Below are the first 10 and last 10 pages of uncorrected machine-read text (when available) of this chapter, followed by the top 30 algorithmically extracted key phrases from the chapter as a whole.
Intended to provide our own search engines and external engines with highly rich, chapter-representative searchable text on the opening pages of each chapter.
Because it is UNCORRECTED material, please consider the following text as a useful but insufficient proxy for the authoritative book pages.
Do not use for reproduction, copying, pasting, or reading; exclusively for search engines.
OCR for page 181
Appendix A
Radiocarbon Dating
The technique of radiocarbon dating was pioneered by Libby in the
early 1950s. This technique is based on the half life of 14C of approximately
5,700 years and the fact that the radioisotope is made through cosmic ray
interactions in the atmosphere by the reaction of energetic neutrons on 14N
to produce 14C and a proton. The 14C mixes in the atmosphere and becomes
incorporated into CO2. All living things have ratios of 14C/12C that reflect the
value in the atmosphere at the time and place in which they are living. Once
a plant or animal dies, it stops incorporating modern CO2 and the 14C slowly
decays away. The standard is to reference everything to the ratio of 14C/12C in
the atmosphere in 1950. The units are in the change relative to this value as
∆14C in units or ‰ (parts per thousand.) All positive ratios are from after 1950
and all negative ratios correspond to before 1950, due to the loss of 14C because
of its radioactive decay. The complication is in determining what the 14C/12C
was at the time the animal or plant was living. The historical ratio is influenced
by the cosmic ray flux in a given geographical region (it is stronger near the
earth’s poles and sensitive to the earth’s magnetic field) and the solar activity
that is a dominant source of the earth’s cosmic rays. Tree rings and corals have
been used as calibrations to relate the ∆14C to actual calendar ages.
Modern humans have modified the purely cosmogenic 14C content of the
atmosphere in two ways. Fossil fuel burning has introduced into the atmosphere
old (dead) carbon that is so old that it has essentially no 14C left. Therefore,
the “modern” 14C/12C ratio was falling until the mid-1950s, when atmospheric
nuclear testing created what is now called the “bomb spike.” (see Figure A-1)
The testing raised the 14C content of the atmosphere to almost twice the pre-
bomb value in the Northern hemisphere at its peak around 1965. With the ces -
sation of atmospheric testing, the exchange of the atmosphere with the ocean
has gradually reduced the levels to values of ∆14C less than 100‰, down from
the peak of >800 ‰. This behavior is clearly seen in the figure below, which
shows a modern ∆14C curve using data from Levin and Kromer (2004). This
181
OCR for page 182
182 APPENDIX A
FIGURE A-1 Atmospheric CO2 (Northern Hemisphere).
A-1.eps
Change in values of 14C for atmospheric CO2 since 1959. The rise from values near zero
bitmap
results from atmospheric testing of nuclear weapons. The decline from peak values
reached in late 1963 results from the exchange of CO2 between the atmosphere and
ocean. As a result of this exchange, levels of 14C in the ocean have slowly risen. The
gap in the curve between 1973 and 1976 is due to a lack of atmospheric data for 1974
and 1975.
SOURCE: Courtesy of Alice Mignerey.
rapid rise and fall enables the dating of modern (younger than 1950) samples
to within a few years in some cases.
Radiocarbon dating has advanced tremendously with the advent of the
technique of accelerator mass spectrometry (AMS) to identify individual 14C
atoms. This is a direct counting method and does not rely on detecting the
radiation that is emitted when the 14C atoms decay. This improvement has led
to the capability to radiocarbon date samples of less than 1 mg in mass. This
new technique enabled the anthrax samples to be analyzed.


■ DESCRIPTION OF THE TASK ■
Copy out each line of the data that holds the word "ellipse".

■ SUPPLIED RECORDS ■

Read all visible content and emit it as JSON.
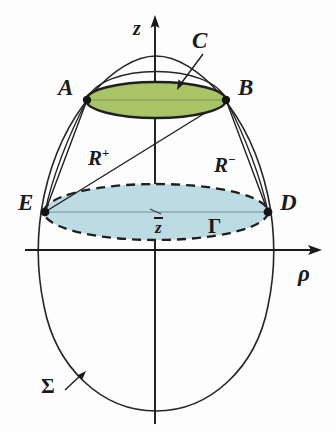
{
  "figure": {
    "background_color": "#fdfdfd",
    "width": 336,
    "height": 433
  },
  "axes": {
    "vertical": {
      "label": "z",
      "name": "z-axis",
      "x": 155,
      "y_top": 18,
      "y_bottom": 424
    },
    "horizontal": {
      "label": "ρ",
      "name": "rho-axis",
      "y": 250,
      "x_left": 25,
      "x_right": 322
    }
  },
  "labels": {
    "A": "A",
    "B": "B",
    "C": "C",
    "D": "D",
    "E": "E",
    "R_plus_base": "R",
    "R_plus_sup": "+",
    "R_minus_base": "R",
    "R_minus_sup": "−",
    "z_bar": "z",
    "Gamma": "Γ",
    "Sigma": "Σ"
  },
  "regions": {
    "upper_disk": {
      "name": "green-ellipse",
      "fill": "#a9c466",
      "stroke": "#1f1f1f",
      "cx": 156,
      "cy": 100,
      "rx": 70,
      "ry": 18,
      "label": "C"
    },
    "lower_disk": {
      "name": "blue-ellipse",
      "fill": "#bcdbe3",
      "stroke": "#1f1f1f",
      "stroke_dash": "9,6",
      "cx": 156,
      "cy": 212,
      "rx": 112,
      "ry": 28,
      "label": "Γ"
    }
  },
  "points": [
    {
      "name": "point-A",
      "label": "A",
      "x": 87,
      "y": 100
    },
    {
      "name": "point-B",
      "label": "B",
      "x": 226,
      "y": 100
    },
    {
      "name": "point-E",
      "label": "E",
      "x": 45,
      "y": 212
    },
    {
      "name": "point-D",
      "label": "D",
      "x": 268,
      "y": 212
    }
  ],
  "chords": [
    {
      "name": "chord-A-E",
      "from": "A",
      "to": "E"
    },
    {
      "name": "chord-B-D",
      "from": "B",
      "to": "D"
    },
    {
      "name": "chord-E-B",
      "from": "E",
      "to": "B",
      "labels": [
        "R+",
        "R-"
      ]
    }
  ],
  "outer_curve": {
    "name": "sigma-boundary",
    "label": "Σ",
    "stroke": "#262626",
    "description": "egg-shaped meridian profile"
  },
  "colors": {
    "ink": "#1a1a1a",
    "curve": "#262626",
    "green_fill": "#a9c466",
    "blue_fill": "#bcdbe3",
    "background": "#fdfdfd"
  }
}
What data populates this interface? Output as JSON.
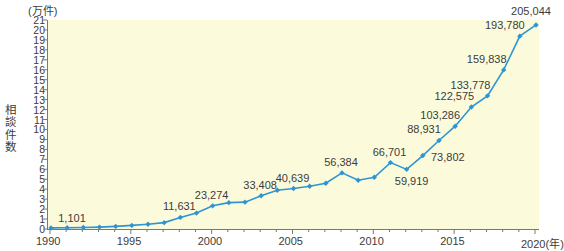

■ ANSWER SPACE ■
      "name": "green-ellipse",
      "name": "blue-ellipse",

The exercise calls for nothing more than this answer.